A Keswick-based charity is delighted to have secured a £550,000 landscape recovery grant.

West Cumbria Rivers Trust and partners the Rivers Trust and Nature Finance have been successful in securing the grant from Defra for £550k for their Resilient Glenderamackin project.

This is a significant step in the development of the large scale and ambitious whole-catchment project aiming to reduce flood risk to Keswick, whilst also addressing the biodiversity crisis, improving water quality, storing carbon and supporting local farmers. Defra recently announced 34 Landscape Recovery grants, as part of the new Environmental Land Management scheme.
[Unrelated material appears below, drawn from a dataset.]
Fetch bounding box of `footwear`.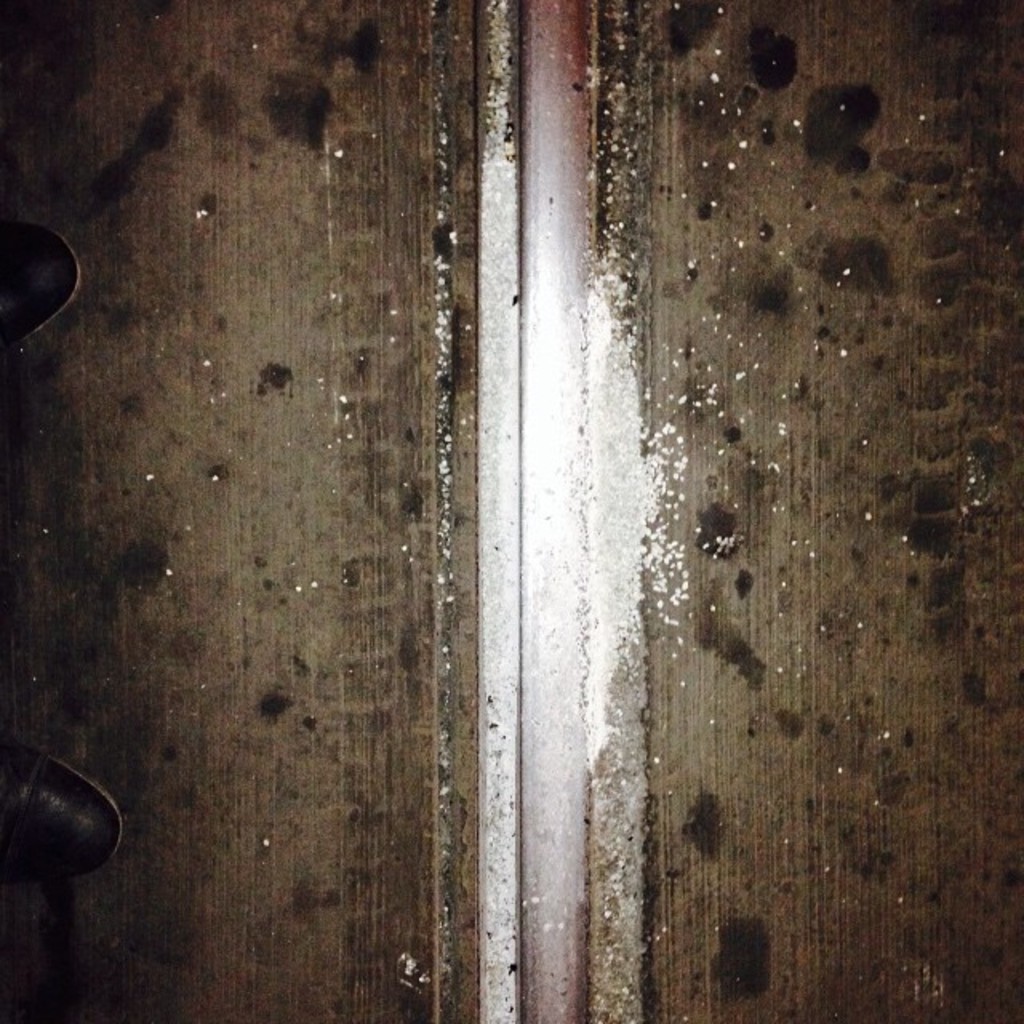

Working with more than 40 land managers, the funding gives the rivers trust the opportunity to work up projects on the ground in more detail, and develop an approach for blending government agri-environment funds through Landscape Recovery with private finance.
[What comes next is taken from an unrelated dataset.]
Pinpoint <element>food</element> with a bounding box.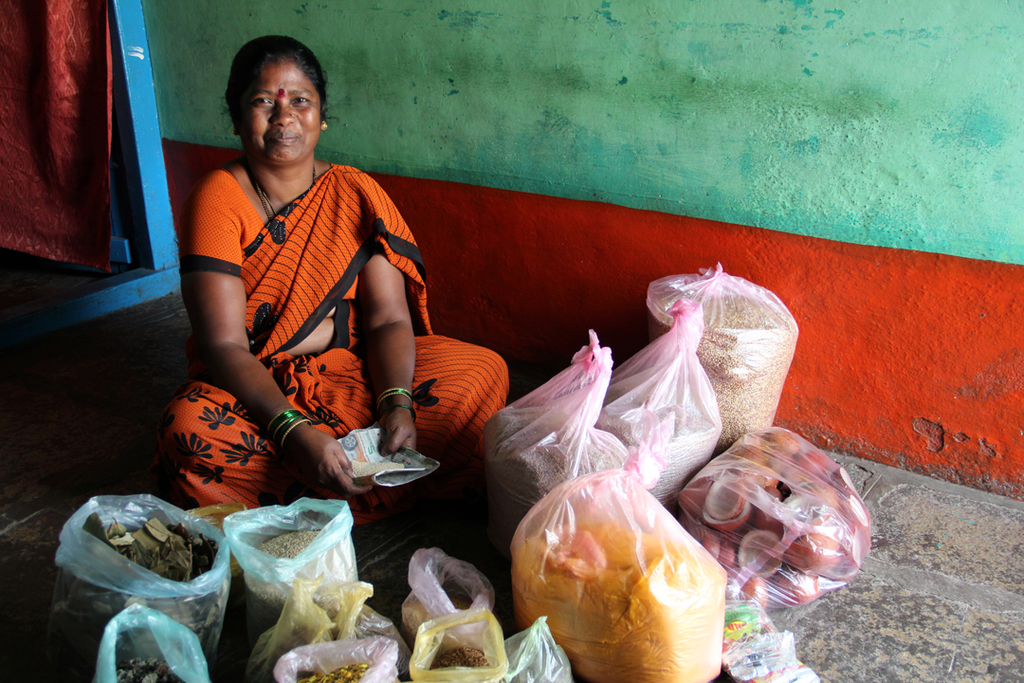
Rect(479, 407, 627, 526).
The Glenderamackin catchment is approximately 142km2 and includes the mountains and river valleys that drain into Keswick from the east, including Mungrisdale, Troutbeck, the Naddle and St John’s in the Vale.
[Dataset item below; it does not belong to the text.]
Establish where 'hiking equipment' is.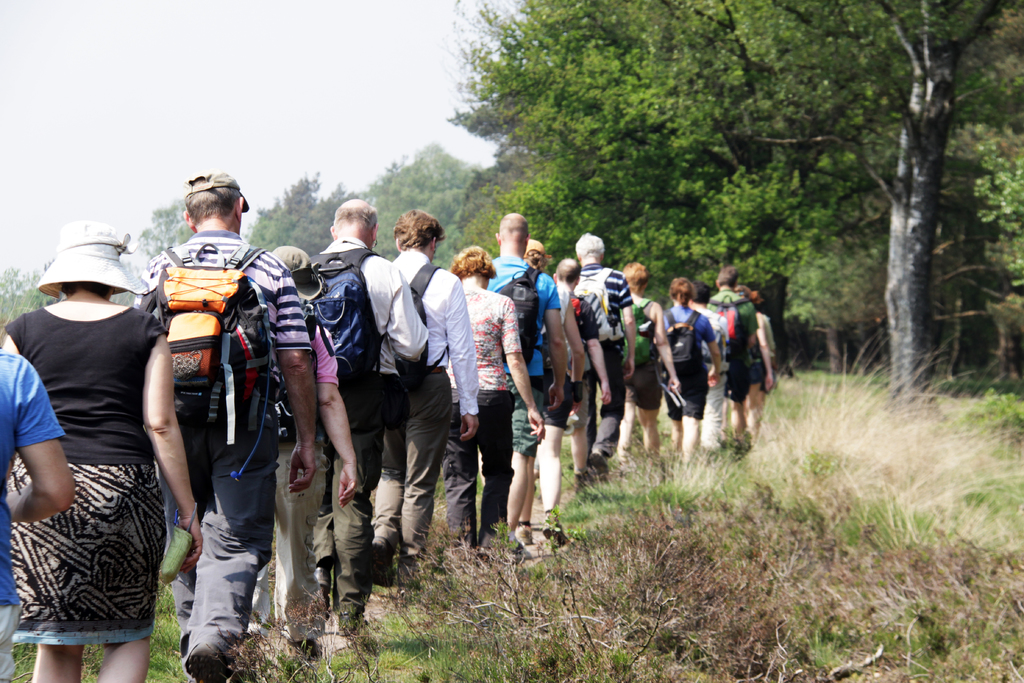
Established at 387, 258, 444, 399.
Times and Star: Row End - an example of natural flood management from the Resilient Glenderamackin projectRow End - an example of natural flood management from the Resilient Glenderamackin project (Image: Supplied)

Land managers covering 11,000Ha have given their support to explore Landscape Recovery, including three commons associations.

The Resilient Glenderamackin project aims to reduce flood risk to Keswick through the delivery of natural flood management and nature-based solutions upstream.

They aim to temporarily store approximately 800,000m3 of water using pond and wetland creation, river restoration techniques and reconnecting watercourses with their floodplains.

In addition, the project will provide further flood risk benefit by slowing the flow of water through woodland creation, peat restoration, soil improvements and grassland restoration.

This is modelled to take 10 per cent off the flood peak within Keswick in a 1-in-30 year event and continue to offer protection up to the 2050s taking into account mid-point climate change predictions.

A key criteria of the funding is to support sustainable food production, which doesn’t have to be at the expense of nature. The team are working with farmers to co-design the project to allow farming and nature to go hand in hand; whilst creating new job opportunities along the way, including for local contracting businesses.

Private finance is essential in helping the team deliver this project.

As part of the Resilient Glenderamackin project, they’re exploring ways that they can bring in private finance to help bolster the project and ensure they get the right intervention in the right place, as well as ensuring the long-term success of the project.

Vikki Salas, WCRT assistant project director, said: “This has been a complex and exciting project to develop to date, both in its scope and potential impacts for nature, the community and the land managers and businesses we’ll be working closely with.

"We’ll be breaking new ground and we’re confident that the opportunities through Landscape Recovery will allow us to finalise project development and get going on the ground as soon as possible to urgently address the biodiversity and climate issues this area faces.”

Greg Nicholson, a farmer near Keswick, said: “It’s great to hear West Cumbria Rivers Trust has got funding to develop the Resilient Glenderamackin Landscape Recovery project.

"They’re good to work with and I’m looking forward to finding out more about what we can do together to deliver positive work in the catchment that has wider benefits for nature and reducing flood risk, alongside our farm business”.